Issues with instructions and examples

  • Overt manipulation: Avoid trying to influence the model with emotional appeals, flattery, or threats (for example, "a lot is riding on this"). While this sometimes worked with older models, it can degrade performance in current models.
  • Conflicting instructions and examples: Audit the prompt for contradictions. Ensure that instructions don't conflict with each other or with the provided examples.
  • Redundant instructions and examples: Remove redundant information. Avoid restating the same instruction or concept unless it adds new information or nuance.
  • Irrelevant instructions and examples: Ensure all instructions and examples are relevant to the core task. Remove any that can be omitted without affecting the model's performance.
  • Use of "few-shot" examples: For complex tasks, specific formats, or nuanced tones, provide concrete few-shot examples that demonstrate the desired input-output pattern.
  • Missing output format specification: Explicitly define the desired output format. Don't make the model guess. Reinforce the format in your few-shot examples.
  • Missing role definition: If the model should adopt a specific persona or role, define it clearly in the system instructions.

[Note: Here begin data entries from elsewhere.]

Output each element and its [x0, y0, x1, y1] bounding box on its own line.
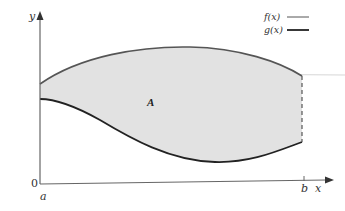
- area-between-curves-diagram: y x 0 a b A f(x) g(x): [0, 0, 345, 211]
- x-axis: [40, 180, 326, 184]
- legend-label-g: g(x): [264, 24, 283, 35]
- y-axis-label: y: [28, 10, 36, 23]
- x-tick-label-b: b: [301, 182, 308, 195]
- legend: f(x) g(x): [263, 11, 309, 35]
- x-axis-label: x: [315, 182, 322, 195]
- x-tick-label-a: a: [40, 190, 47, 203]
- y-axis-arrow-icon: [37, 11, 44, 20]
- region-label: A: [146, 96, 154, 108]
- origin-label: 0: [31, 177, 38, 190]
- legend-label-f: f(x): [263, 11, 281, 22]
- x-axis-arrow-icon: [325, 177, 334, 184]
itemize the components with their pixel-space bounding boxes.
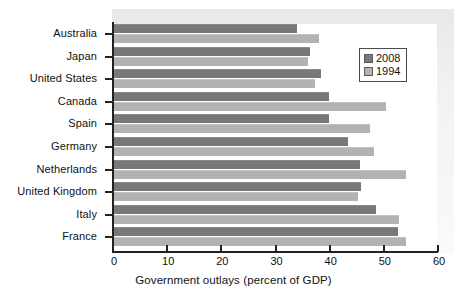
bar-france-2008 <box>113 227 398 236</box>
y-tick <box>105 169 113 171</box>
bar-group <box>113 160 438 180</box>
bar-germany-1994 <box>113 147 374 156</box>
bar-canada-2008 <box>113 92 329 101</box>
bar-group <box>113 114 438 134</box>
bar-italy-1994 <box>113 215 399 224</box>
bar-australia-1994 <box>113 34 319 43</box>
bar-group <box>113 92 438 112</box>
bar-germany-2008 <box>113 137 348 146</box>
bar-group <box>113 182 438 202</box>
y-tick <box>105 33 113 35</box>
x-tick-label-10: 10 <box>153 255 183 267</box>
x-tick-label-20: 20 <box>207 255 237 267</box>
y-label-united-states: United States <box>30 73 97 84</box>
y-tick <box>105 101 113 103</box>
x-tick-20 <box>220 245 222 252</box>
y-tick <box>105 146 113 148</box>
legend-swatch-2008 <box>364 54 373 63</box>
bar-netherlands-1994 <box>113 170 406 179</box>
bar-netherlands-2008 <box>113 160 360 169</box>
y-tick <box>105 191 113 193</box>
x-tick-60 <box>437 245 439 252</box>
bar-spain-1994 <box>113 124 370 133</box>
y-label-united-kingdom: United Kingdom <box>17 186 97 197</box>
y-label-france: France <box>62 231 97 242</box>
x-tick-label-40: 40 <box>316 255 346 267</box>
bar-japan-1994 <box>113 57 308 66</box>
x-tick-50 <box>383 245 385 252</box>
legend-entry-2008: 2008 <box>364 52 400 65</box>
x-tick-40 <box>329 245 331 252</box>
y-label-netherlands: Netherlands <box>37 164 97 175</box>
x-tick-0 <box>112 245 114 252</box>
bar-united-states-2008 <box>113 69 321 78</box>
y-label-italy: Italy <box>76 209 97 220</box>
y-label-canada: Canada <box>58 96 97 107</box>
x-tick-label-60: 60 <box>424 255 454 267</box>
legend-label-2008: 2008 <box>376 53 400 64</box>
x-tick-30 <box>275 245 277 252</box>
y-tick <box>105 123 113 125</box>
y-tick <box>105 78 113 80</box>
bar-italy-2008 <box>113 205 376 214</box>
bar-group <box>113 205 438 225</box>
y-tick <box>105 214 113 216</box>
bar-australia-2008 <box>113 24 297 33</box>
legend-entry-1994: 1994 <box>364 65 400 78</box>
figure-bar-chart: AustraliaJapanUnited StatesCanadaSpainGe… <box>0 0 467 296</box>
bar-united-kingdom-2008 <box>113 182 361 191</box>
y-tick <box>105 56 113 58</box>
bar-group <box>113 137 438 157</box>
bar-group <box>113 24 438 44</box>
y-label-germany: Germany <box>51 141 97 152</box>
bar-united-kingdom-1994 <box>113 192 358 201</box>
y-label-australia: Australia <box>53 28 97 39</box>
x-tick-label-50: 50 <box>370 255 400 267</box>
bar-united-states-1994 <box>113 79 315 88</box>
legend-swatch-1994 <box>364 67 373 76</box>
clipped-top-caption <box>0 0 467 8</box>
x-tick-label-0: 0 <box>99 255 129 267</box>
x-tick-label-30: 30 <box>262 255 292 267</box>
x-axis-title: Government outlays (percent of GDP) <box>0 274 467 286</box>
bar-japan-2008 <box>113 47 310 56</box>
bar-france-1994 <box>113 237 406 246</box>
legend-label-1994: 1994 <box>376 66 400 77</box>
bar-spain-2008 <box>113 114 329 123</box>
bar-canada-1994 <box>113 102 386 111</box>
x-tick-10 <box>166 245 168 252</box>
y-label-japan: Japan <box>67 51 97 62</box>
y-tick <box>105 236 113 238</box>
y-label-spain: Spain <box>68 118 97 129</box>
chart-legend: 20081994 <box>359 48 407 82</box>
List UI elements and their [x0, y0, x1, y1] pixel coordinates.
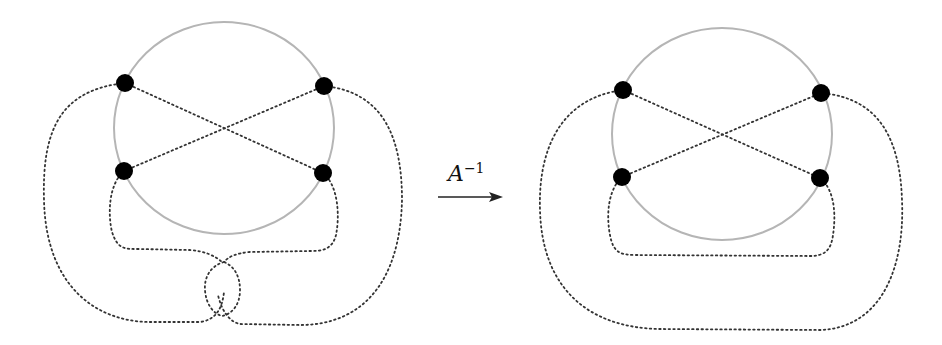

Prompt and system design issues

  • Underspecified task: Specify how to handle edge cases, unexpected inputs, and missing data. Don't assume all provided data will be complete and well-formed.
  • Task outside of model capabilities: Ensure the task is within the model's known capabilities. Avoid asking it to perform tasks where it has fundamental limitations.
  • Too many tasks: Avoid asking the model to perform too many distinct tasks in a single prompt (for example, summarize, extract entities, and translate). Break complex workflows into a series of simpler prompts.
  • Non-standard data format: For machine-readable outputs, use a standard, parsable format like JSON, XML, Markdown, or YAML. If you need a custom format, have the model generate a standard format first, then convert it with your own code.
  • Incorrect Chain of Thought (CoT) order: When using Chain-of-Thought (CoT), ensure your examples show the step-by-step reasoning before the final answer, not after.
  • Conflicting internal references: Structure the prompt logically. Avoid non-linear logic or scattered instructions that force the model to piece together its task from different parts of the prompt.
  • Prompt injection risk: Safeguard against prompt injection. When inserting untrusted user input into a prompt, ensure you have explicit security measures in place.